The Tar Baby and the Tomahawk: Race and Ethnic Images in American Children's Literature, 1880-1939

Topics

The topics below offer collections of materials such as books, magazines, and ephemera that depict racial difference and were published for or about children between 1880 and 1939. We also offer editorial guidance (scholarly articles, notes, and eventually lesson plans) to help readers understand these materials.

Uncle Remus and the Tar Baby

Here we offer a large collection of materials related to Joel Chandler Harris, the now obscure but once enormously popular author of stories featuring Uncle Remus, Brer Rabbit, and Brer Fox. Harris’s storyteller, a happy and loyal former slave who narrates African American folk stories to a white child, asserted an idealized view of race relations in the postbellum South for generations of readers. This collection features interpretive essays by D. B. Dowd and Amanda Gailey, as well as correspondence, ephemera, and books, some of which include regularized spellings for ease of reading and teaching.

Jim Crow Children’s Literature

Countless books and other materials for children were produced in the final decades of the nineteenth century and the first few of the twentieth. Often, these materials subtly or overtly suggested the inferiority of black people. Here we have collected a few representative texts and will add more as we edit them.

The Harlem Renaissance and “Children of the Sun”

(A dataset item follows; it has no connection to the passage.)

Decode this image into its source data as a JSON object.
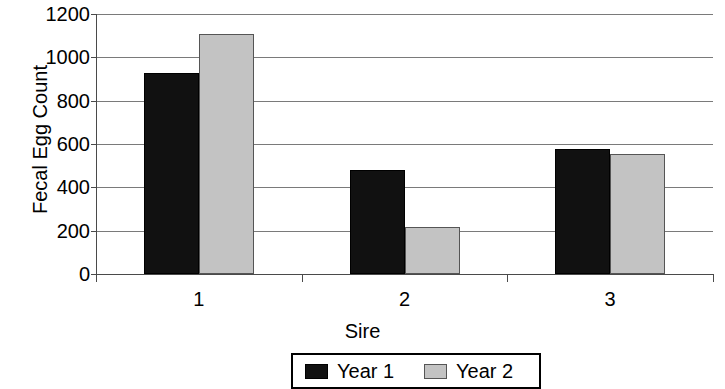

The 1920s saw the first organized attempts to create a children’s literature with positive depictions of characters of color. In this collection, with an interpretive essay by Katharine Capshaw Smith and editorial guidance by archive staff, we offer a collection of children’s books and the watershed children’s magazine The Brownies’ Book.

How to Play Indian

Coming soon: a collection of children’s literature depicting Native Americans, with expert analysis.